---- Provided data

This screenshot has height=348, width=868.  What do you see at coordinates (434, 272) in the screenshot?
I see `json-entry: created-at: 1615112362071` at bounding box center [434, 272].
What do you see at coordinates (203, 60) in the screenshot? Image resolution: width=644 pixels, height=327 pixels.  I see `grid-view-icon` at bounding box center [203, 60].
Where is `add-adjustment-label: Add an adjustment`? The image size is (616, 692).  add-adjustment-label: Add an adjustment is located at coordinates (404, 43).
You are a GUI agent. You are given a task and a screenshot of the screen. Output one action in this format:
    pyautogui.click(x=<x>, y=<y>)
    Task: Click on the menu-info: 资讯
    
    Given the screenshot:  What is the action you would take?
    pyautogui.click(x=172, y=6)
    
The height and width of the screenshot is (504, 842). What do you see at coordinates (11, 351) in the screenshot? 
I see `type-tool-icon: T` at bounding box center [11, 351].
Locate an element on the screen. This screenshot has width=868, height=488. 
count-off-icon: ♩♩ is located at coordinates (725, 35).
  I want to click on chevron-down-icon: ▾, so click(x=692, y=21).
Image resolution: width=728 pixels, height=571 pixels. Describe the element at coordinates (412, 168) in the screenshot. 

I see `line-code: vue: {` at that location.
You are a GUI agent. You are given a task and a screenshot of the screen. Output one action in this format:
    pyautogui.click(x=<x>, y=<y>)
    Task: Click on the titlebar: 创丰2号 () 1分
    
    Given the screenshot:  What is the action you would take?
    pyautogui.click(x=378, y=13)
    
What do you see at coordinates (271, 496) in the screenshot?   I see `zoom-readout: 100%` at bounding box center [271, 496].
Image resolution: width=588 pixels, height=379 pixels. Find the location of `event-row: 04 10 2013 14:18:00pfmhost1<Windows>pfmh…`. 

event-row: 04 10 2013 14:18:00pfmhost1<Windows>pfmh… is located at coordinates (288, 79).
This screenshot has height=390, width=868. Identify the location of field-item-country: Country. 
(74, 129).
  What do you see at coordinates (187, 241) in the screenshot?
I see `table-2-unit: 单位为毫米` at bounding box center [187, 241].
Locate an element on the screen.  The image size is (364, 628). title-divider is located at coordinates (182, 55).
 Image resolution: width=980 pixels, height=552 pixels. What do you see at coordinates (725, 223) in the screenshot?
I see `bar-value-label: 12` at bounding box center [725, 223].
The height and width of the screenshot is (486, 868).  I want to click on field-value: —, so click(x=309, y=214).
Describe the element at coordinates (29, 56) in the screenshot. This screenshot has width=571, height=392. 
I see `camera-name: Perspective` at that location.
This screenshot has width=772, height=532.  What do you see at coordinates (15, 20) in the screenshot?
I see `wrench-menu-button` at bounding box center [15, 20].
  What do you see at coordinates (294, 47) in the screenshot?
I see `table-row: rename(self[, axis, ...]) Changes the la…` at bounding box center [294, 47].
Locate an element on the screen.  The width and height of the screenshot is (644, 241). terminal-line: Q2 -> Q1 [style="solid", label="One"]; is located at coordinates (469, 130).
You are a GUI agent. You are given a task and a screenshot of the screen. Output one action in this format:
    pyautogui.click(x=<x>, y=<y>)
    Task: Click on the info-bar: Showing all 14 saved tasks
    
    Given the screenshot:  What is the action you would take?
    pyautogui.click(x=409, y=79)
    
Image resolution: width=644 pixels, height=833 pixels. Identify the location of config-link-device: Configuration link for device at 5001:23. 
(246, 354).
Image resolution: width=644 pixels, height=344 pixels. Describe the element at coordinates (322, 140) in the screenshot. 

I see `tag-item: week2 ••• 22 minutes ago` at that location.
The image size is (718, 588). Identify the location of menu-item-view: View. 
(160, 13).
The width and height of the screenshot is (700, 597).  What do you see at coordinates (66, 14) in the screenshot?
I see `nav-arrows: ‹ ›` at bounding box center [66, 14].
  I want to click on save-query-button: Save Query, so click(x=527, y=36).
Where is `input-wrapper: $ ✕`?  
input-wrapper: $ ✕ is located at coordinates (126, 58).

--------

Problem requirements =
Each line of the entries where the string "info" occurs should be shown.

Task solution =
    Task: Click on the menu-info: 资讯
    Task: Click on the info-bar: Showing all 14 saved tasks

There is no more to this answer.